Sometimes we’re broken, and we don’t even know it.
A few years ago, my Ella was jumping like a rocket on the springy-black-death-trap we like to call a trampoline. Momma always said they were dangerous. She was right. Ella slipped, hurting her foot.
For five days, this Mom of the Year told her kid to “suck-it-up” and “stop being so dramatic” and “yes, you’re going to ballet.”
At some point I realized I might be wrong.
A podiatrist and a few x-rays spelled out my slight error in judgment. I’d forced my daughter to walk on a broken foot for five days. The fractures were hidden from view, but they were there—stabbing fire in to the fragile bones of my girl. Her pain tolerance and my blind-eye missed the truth.
The truth is, sometimes we’re broken, and we don’t even know it. Sometimes we’re broken, and walking one more step is too hard to bear. Or the world ignores our pain. Or we wonder if we can make it just one. more. day. Or we don’t believe our splintered souls can be pieced back together.
In my darkest days of clinical depression, the blackness closed in around me. I struggled for breath and staggered along, fragmented pieces of myself crumbling off along the way.
Yet…
I realized during those shadowed days, slivers of Light would seep through the fractures left in my soul. I realized only when I’m cracked and raw can Jesus filter into the dark places. I realized I must face brokenness to know I need a Savior. I realized when I’m fragmented I understand how Christ can heal.
This is why.
This is why Jesus allowed himself to be wrecked upon splintered wood, beaten to a bloody mess. Shattered. Pierced. Murdered. For you. For me. For our own brokenness.
Christ died because His ripped and mangled body can make us whole.
This is why His broken form that can heal our cracked souls was pulled from the cross then placed in an empty, black tomb.
This is why Christ was crucified.
But God. Oh, the sweet sound of those two words.
But God raised. Oh, the miracle and hope we can breathe into our lungs.
But God raised Him from the dead. Oh, the joy! The glory-filled joy!
“…they took Him down from the tree and put Him in a tomb. But God raised Him from the dead.” Acts 13:29b-30
The stone was rolled away—the seal destroyed. Smashed so the world could have the Light.
We’re all broken. A broken mess of humanity. Our cracked souls are desperate for the empty tomb of the risen Lord. Jesus Christ, the Light of the world, filled that empty tomb, so that when we peer through the cracks of our souls we see His light filling our void. Filling and bringing hope.
Hope. Because hope is the power of the empty tomb. Jesus Christ came to embrace our fragmented souls with His extravagant grace. This is Easter—A risen Savior’s promise to redeem His broken children.
And oh, how my brokenness craves what Easter brings.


- _Exercise details_
Write out all the entries word for word, but skip any images.
-------- Exercise materials
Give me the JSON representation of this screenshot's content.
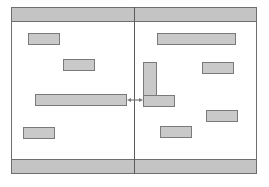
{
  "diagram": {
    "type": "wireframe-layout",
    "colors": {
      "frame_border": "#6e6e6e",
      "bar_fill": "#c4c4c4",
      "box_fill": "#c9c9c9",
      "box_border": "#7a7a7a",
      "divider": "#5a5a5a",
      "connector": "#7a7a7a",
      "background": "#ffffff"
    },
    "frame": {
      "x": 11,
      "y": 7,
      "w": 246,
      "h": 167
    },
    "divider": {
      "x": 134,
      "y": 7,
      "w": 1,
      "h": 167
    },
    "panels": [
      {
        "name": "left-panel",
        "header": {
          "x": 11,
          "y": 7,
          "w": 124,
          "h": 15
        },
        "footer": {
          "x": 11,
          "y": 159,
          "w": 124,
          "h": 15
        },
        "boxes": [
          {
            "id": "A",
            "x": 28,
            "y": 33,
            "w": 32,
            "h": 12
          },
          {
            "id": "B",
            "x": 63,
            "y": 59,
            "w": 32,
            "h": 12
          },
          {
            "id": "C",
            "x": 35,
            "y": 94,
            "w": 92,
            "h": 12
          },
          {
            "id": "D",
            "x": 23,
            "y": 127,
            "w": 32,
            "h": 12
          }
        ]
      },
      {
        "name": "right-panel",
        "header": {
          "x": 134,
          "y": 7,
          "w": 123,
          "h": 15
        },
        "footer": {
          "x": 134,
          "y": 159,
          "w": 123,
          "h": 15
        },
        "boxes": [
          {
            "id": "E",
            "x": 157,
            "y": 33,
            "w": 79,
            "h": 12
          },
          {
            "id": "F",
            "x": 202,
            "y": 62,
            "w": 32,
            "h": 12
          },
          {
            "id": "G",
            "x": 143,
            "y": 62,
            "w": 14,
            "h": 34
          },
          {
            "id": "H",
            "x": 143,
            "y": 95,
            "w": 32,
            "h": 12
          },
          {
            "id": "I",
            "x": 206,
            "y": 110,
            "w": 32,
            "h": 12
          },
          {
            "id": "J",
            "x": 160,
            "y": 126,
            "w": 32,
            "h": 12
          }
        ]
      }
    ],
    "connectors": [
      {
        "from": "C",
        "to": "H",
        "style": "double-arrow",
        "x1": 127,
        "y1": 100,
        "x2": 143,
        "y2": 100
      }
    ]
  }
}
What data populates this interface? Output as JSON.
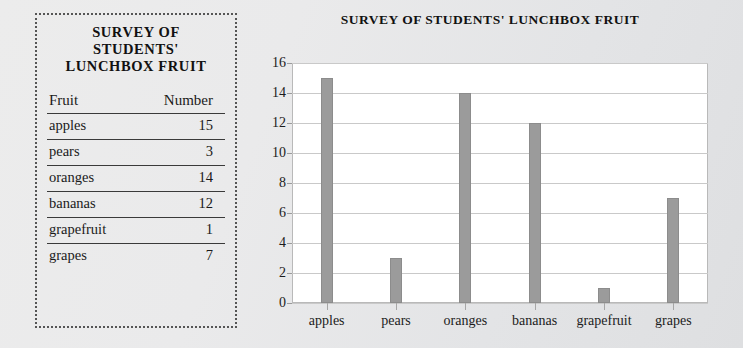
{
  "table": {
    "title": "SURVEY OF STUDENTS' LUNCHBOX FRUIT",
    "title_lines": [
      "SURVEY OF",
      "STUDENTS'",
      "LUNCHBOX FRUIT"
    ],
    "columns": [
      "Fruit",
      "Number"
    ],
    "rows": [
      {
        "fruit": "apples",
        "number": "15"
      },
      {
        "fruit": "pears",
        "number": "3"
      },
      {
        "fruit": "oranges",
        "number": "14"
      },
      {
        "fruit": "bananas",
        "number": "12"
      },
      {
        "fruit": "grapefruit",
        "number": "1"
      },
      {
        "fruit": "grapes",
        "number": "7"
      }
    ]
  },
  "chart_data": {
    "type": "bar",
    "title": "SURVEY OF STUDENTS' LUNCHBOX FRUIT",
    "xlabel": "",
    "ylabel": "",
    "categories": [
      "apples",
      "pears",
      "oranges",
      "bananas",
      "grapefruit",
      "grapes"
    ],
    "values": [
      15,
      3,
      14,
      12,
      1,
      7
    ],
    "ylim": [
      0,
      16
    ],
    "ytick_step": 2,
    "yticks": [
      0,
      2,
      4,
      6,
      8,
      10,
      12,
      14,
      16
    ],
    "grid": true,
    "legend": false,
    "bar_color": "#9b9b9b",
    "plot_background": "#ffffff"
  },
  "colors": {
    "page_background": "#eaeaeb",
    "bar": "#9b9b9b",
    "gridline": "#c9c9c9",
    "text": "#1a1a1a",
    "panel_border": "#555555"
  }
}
----------------
- _Solution to this task_
Give me the JSON representation of this screenshot's content.
{
  "diagram": {
    "type": "wireframe-layout",
    "colors": {
      "frame_border": "#6e6e6e",
      "bar_fill": "#c4c4c4",
      "box_fill": "#c9c9c9",
      "box_border": "#7a7a7a",
      "divider": "#5a5a5a",
      "connector": "#7a7a7a",
      "background": "#ffffff"
    },
    "frame": {
      "x": 11,
      "y": 7,
      "w": 246,
      "h": 167
    },
    "divider": {
      "x": 134,
      "y": 7,
      "w": 1,
      "h": 167
    },
    "panels": [
      {
        "name": "left-panel",
        "header": {
          "x": 11,
          "y": 7,
          "w": 124,
          "h": 15
        },
        "footer": {
          "x": 11,
          "y": 159,
          "w": 124,
          "h": 15
        },
        "boxes": [
          {
            "id": "A",
            "x": 28,
            "y": 33,
            "w": 32,
            "h": 12
          },
          {
            "id": "B",
            "x": 63,
            "y": 59,
            "w": 32,
            "h": 12
          },
          {
            "id": "C",
            "x": 35,
            "y": 94,
            "w": 92,
            "h": 12
          },
          {
            "id": "D",
            "x": 23,
            "y": 127,
            "w": 32,
            "h": 12
          }
        ]
      },
      {
        "name": "right-panel",
        "header": {
          "x": 134,
          "y": 7,
          "w": 123,
          "h": 15
        },
        "footer": {
          "x": 134,
          "y": 159,
          "w": 123,
          "h": 15
        },
        "boxes": [
          {
            "id": "E",
            "x": 157,
            "y": 33,
            "w": 79,
            "h": 12
          },
          {
            "id": "F",
            "x": 202,
            "y": 62,
            "w": 32,
            "h": 12
          },
          {
            "id": "G",
            "x": 143,
            "y": 62,
            "w": 14,
            "h": 34
          },
          {
            "id": "H",
            "x": 143,
            "y": 95,
            "w": 32,
            "h": 12
          },
          {
            "id": "I",
            "x": 206,
            "y": 110,
            "w": 32,
            "h": 12
          },
          {
            "id": "J",
            "x": 160,
            "y": 126,
            "w": 32,
            "h": 12
          }
        ]
      }
    ],
    "connectors": [
      {
        "from": "C",
        "to": "H",
        "style": "double-arrow",
        "x1": 127,
        "y1": 100,
        "x2": 143,
        "y2": 100
      }
    ]
  }
}
What data populates this interface? Output as JSON.
{
  "table": {
    "title": "SURVEY OF STUDENTS' LUNCHBOX FRUIT",
    "title_lines": [
      "SURVEY OF",
      "STUDENTS'",
      "LUNCHBOX FRUIT"
    ],
    "columns": [
      "Fruit",
      "Number"
    ],
    "rows": [
      {
        "fruit": "apples",
        "number": "15"
      },
      {
        "fruit": "pears",
        "number": "3"
      },
      {
        "fruit": "oranges",
        "number": "14"
      },
      {
        "fruit": "bananas",
        "number": "12"
      },
      {
        "fruit": "grapefruit",
        "number": "1"
      },
      {
        "fruit": "grapes",
        "number": "7"
      }
    ]
  },
  "chart_data": {
    "type": "bar",
    "title": "SURVEY OF STUDENTS' LUNCHBOX FRUIT",
    "xlabel": "",
    "ylabel": "",
    "categories": [
      "apples",
      "pears",
      "oranges",
      "bananas",
      "grapefruit",
      "grapes"
    ],
    "values": [
      15,
      3,
      14,
      12,
      1,
      7
    ],
    "ylim": [
      0,
      16
    ],
    "ytick_step": 2,
    "yticks": [
      0,
      2,
      4,
      6,
      8,
      10,
      12,
      14,
      16
    ],
    "grid": true,
    "legend": false,
    "bar_color": "#9b9b9b",
    "plot_background": "#ffffff"
  },
  "colors": {
    "page_background": "#eaeaeb",
    "bar": "#9b9b9b",
    "gridline": "#c9c9c9",
    "text": "#1a1a1a",
    "panel_border": "#555555"
  }
}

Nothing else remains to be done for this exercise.